Take-home points from this post:

  • Thinking and decision making are vital for the EMT.  Arbitrary rules don’t work and don’t prepare EMTs for the field—namely, the patient who has volcano-vomited the partially digested pasta dinner for the past 45 seconds.
  • Medicine (which includes EMS) is a series of important decisions based on benefits and risks.  Sometimes there is no good answer (die from hypoxia, or die from aspiration?), so we have to think on our feet and make appropriate decisions in less-than-ideal situations.
  • The decisions built into this scenario—suction or ventilate?—pose the exact kind of dilemma seen in the field.  The NREMT exam is based on decisions like this, where there is no great answer but the EMT still must make the best choice from among the ones available. The reason students don’t feel prepared to deal with ambiguity, either in the field or on the exam, is that in class many things are done by strict rule rather than by evaluating the options and considering the benefits and risks of each.

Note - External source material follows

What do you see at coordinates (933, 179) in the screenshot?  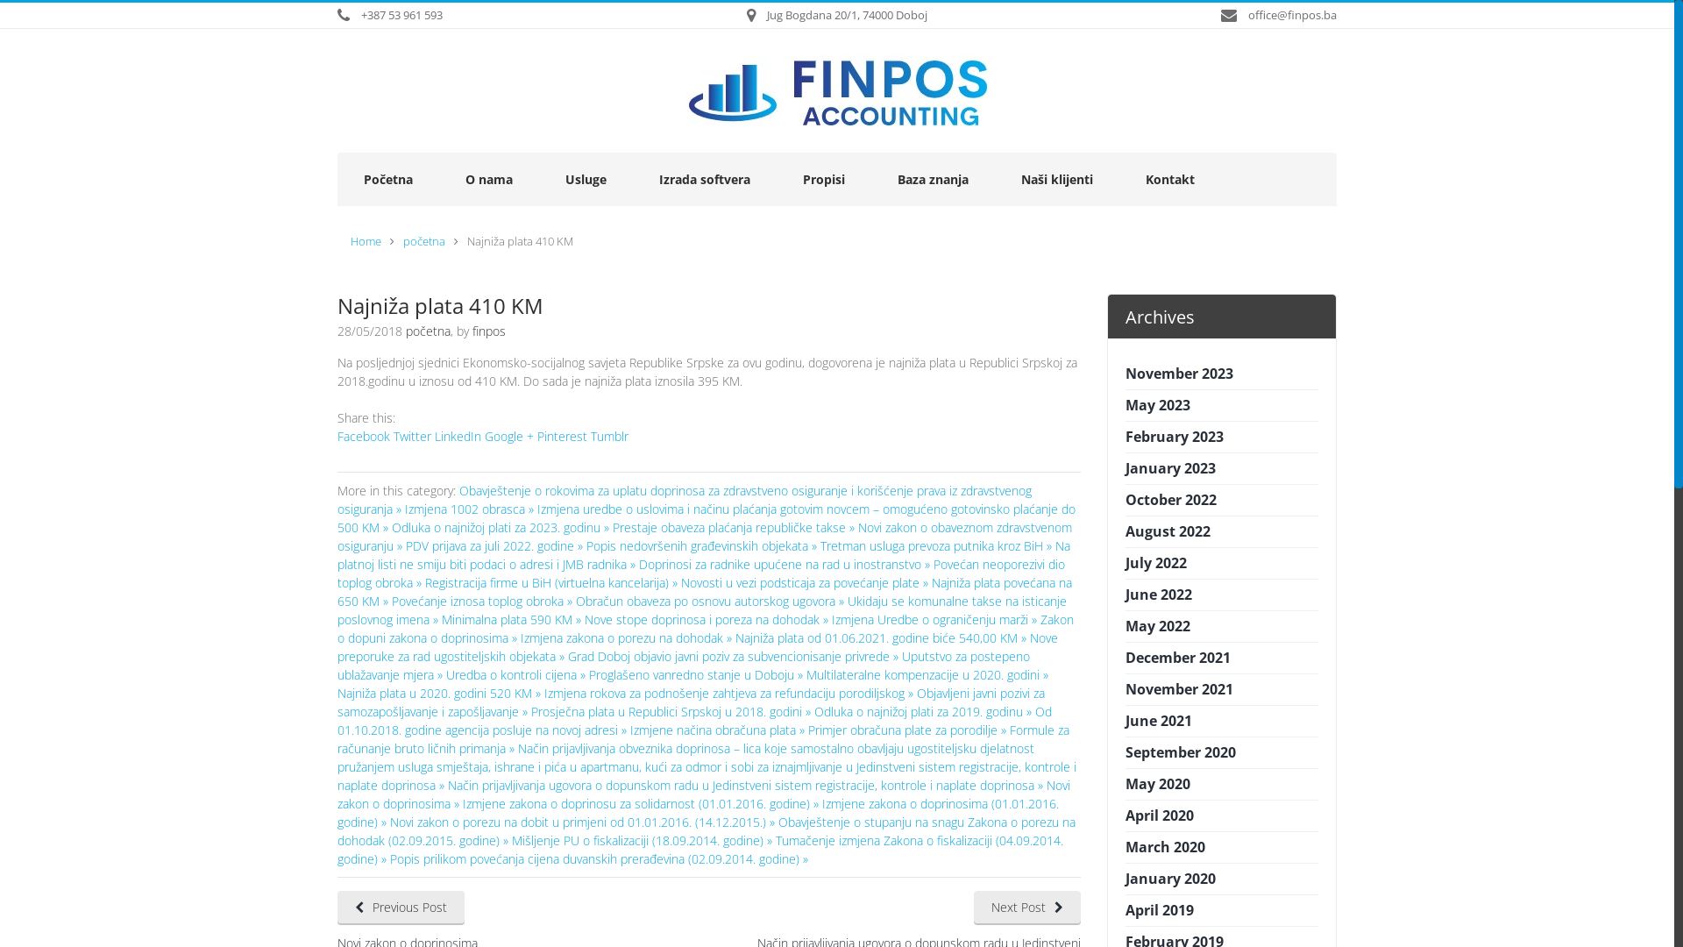 I see `Baza znanja` at bounding box center [933, 179].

It’s time for educators and students to shed the safety net of concrete facts and enter the nonlinear, thinking-based world of real-life EMS.

Join the discussion 4 Comments

  • Eric says:

    I love the direction EMS training is going. Challenge tradition with actual clinical practice and perspective. One way to implement this is to have students challenge textbook dogma in the context of reality. Suddenly, the weight of dogma is lessened and we have thinking students rather than fact-regurgitating ones.
    Well put.

  • Andrew Short says:

    IMO, it helps to have, at the level of EMT-B classes, an instructor who is not afraid to challenge the book / Ntl. Registry exam questions and to differentiate between them and field practice. Luckily I have had / am still having one of those.

  • Dan Limmer says:

    Andrew–very true. As an educator I would also say that it is beneficial to have students like you as opposed to those who just want something to memorize to pass the test!

    It has been great seeing you on the webinar as well as on posts like these. Keep learning!